Agriculture, Rural Development, Food and Drug Administration

 

  • Protecting SNAP Benefits for Illinois Seniors:  The bill includes Durbin’s bill language to protect SNAP nutrition assistance benefits for 8,000 low-income seniors and elderly people in Illinois.  In recent years, USDA has sought to strip SNAP eligibility and participation from 150 supportive senior living facilities across Illinois, and the Durbin amendment blocks this regulatory overreach.

 

  • Lowering Prescription Drug Costs:  The bill includes Durbin’s report language to lower the cost of prescription drugs by speeding the FDA approval process for lower-cost generic insulin and studying efforts by pharmaceutical companies to block competition by abusing the patent system.

 

  • National Center for Agricultural Utilization Research: The bill includes $1.424 billion for the Agricultural Research Service.  This amount ensures continued funding for research labs across the country, including the National Center for Agricultural Utilization Research in Peoria, where more than 250 scientists and staff are conducting important research to create new markets for food waste, biofuels, and plant-based biochemicals.  

 

  • Biodiesel Tax Credit: retroactively extends the biodiesel tax credit through 2022, ending the longest lapse in the credit’s history

 

Labor, Health and Human Services, and Education, and Related Agencies

 

  • Medical Research:  Increases funding for medical research at the National Institutes of Health (NIH) by $2.4 billion, for a total funding level of $41.5 billion in fiscal year 2020. Durbin has secured at least five percent real growth at the NIH for each of the last five fiscal years.

 

  • Opioids:  Provides $3.8 billion for the Department of Health and Human Services (HHS) to address opioid abuse, including $1.5 billion to help states directly address the opioid epidemic and mental health.

 

  • Tobacco Cessation:  Provides an increase of $20 million in funding for the Centers for Disease Control and Prevention’s (CDC) work to address the public health risk caused by the dramatic increase in youth use of e-cigarettes.

 

  • Gun Violence Research: The bill includes $25 million for CDC and NIH to conduct gun violence research for the first time in 25 years. 

 

  • Textbook Affordability:  Includes $7 million for new grants under the Open Textbook Pilot program, a program based on Durbin’s legislation that awards grants to create and expand the use of freely accessible college textbooks.  Durbin has secured $17 million for this effort over three years.   

 

  • Increasing Pell Grant Awards: Increases the maximum Pell award by $150 to $6,345. 

 

  • Miners’ Pensions: Includes a fix for miners’ pensions and health care coverage for miners impacted by 2018 and 2019 mine bankruptcies.  The fix will cover pension benefits for more than 8,000 miners and health coverage for more than 1,000 miners in Illinois.

 

Homeland Security

 

  • Urban Flooding Pilot ProgramThe bill includes Durbin’s request for a $1.2 million pilot program to provide grants within eligible urban areas (more than 50,000 people) to improve flood mapping and urban flood mitigation, based on a bill introduced by Durbin and Rep.

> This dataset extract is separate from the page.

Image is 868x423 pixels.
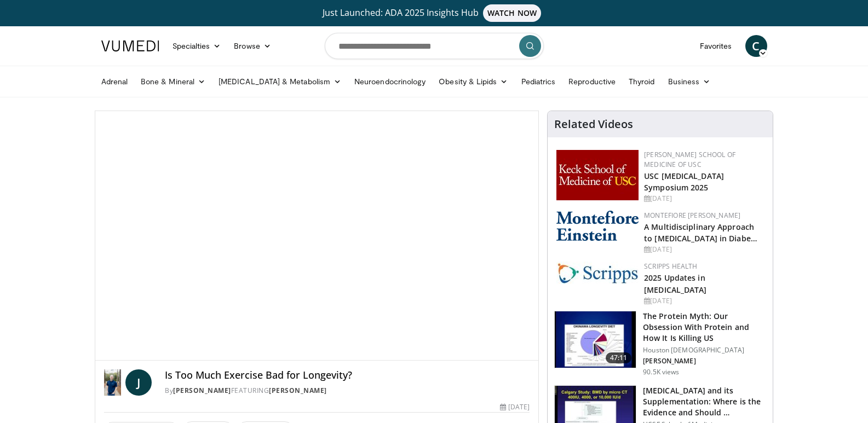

Quigley. 

 

  • Pre-Disaster Mitigation Program:  The bill includes Durbin’s language directing the Federal Emergency Management Agency (FEMA) to evaluate its process for assisting states experiencing technical difficulties when applying to the Pre-Disaster Mitigation Program (PDM).  The State of Illinois was one of several states that experienced technical difficulties when applying to the Fiscal Year 2018 PDM Program, and was ultimately deemed ineligible for these grants.

 

  • Better Protecting Firefighters from Cancer RisksThe bill includes Durbin’s language directing FEMA to collaborate with fire departments to find cost-effective procedures to reduce firefighters’ exposure to carcinogens.

 

  • Federal Disaster DeclarationsThe bill includes Durbin’s language directing FEMA to communicate with greater transparency how it determines federal disaster declarations.  Due to FEMA’s disaster declaration process, large states like Illinois face difficulties qualifying for federal aid to repair damage caused by natural disasters. 

 

  • Transportation Security Administration (TSA):  The bill includes funding for an additional 1,090 front-line screening personnel.

 

Commerce, Justice, and Science

 

  • 2020 Census: The bill includes $7.6 billion for the 2020 Census.

 

  • Bureau of Prisons:  The bill includes $7.47 billion to fund Bureau of Prisons staff, inmate care, and building construction and maintenance costs.  This amount ensures full funding of FY20 operations of USP Thomson, a high-security federal prison in Thomson, Illinois. $75 million of the funding is specifically dedicated to the implementation of the First Step Act, at Durbin’s request. Durbin was one of the lead authors of the First Step Act, a landmark, bipartisan law that uses evidence-based recidivism reduction programs to help inmates successfully return to society after serving their sentence; it also reduces some sentences for certain low-level, nonviolent offenders while preserving important law enforcement tools to tackle criminal enterprises.

 

  • NOAA:  The bill includes $76.5 million for Coastal Zone Management Grants and $45 million for Coastal Zone Management and Services to support regional efforts to restore and protect coastal communities in the Great Lakes Region. The bill also includes $4.15 million for the Regional Climate Centers to develop products and services for climate-related issues affecting sectors such as agriculture, transportation, energy generation, and water resources. 

 

Military Construction and Veteran Affairs

 

  • Veteran Health Records:  Includes Durbin’s language supporting electronic health record integration between the Department of Defense (DOD) and the Department of Veterans Affairs (VA).  Durbin helped establish the Captain James A. Lovell Federal Health Care Center as the first fully integrated, joint DOD and VA health care facility prior to its opening in 2010.

 

Financial Services and General Government

  • Election Security: Includes $425 million in election security grant funds to states, of which Illinois is expected to receive about $14.8 million of this formula funding to help the State Board of Elections maintain its Cyber Navigator Program and local election officials to update their infrastructure.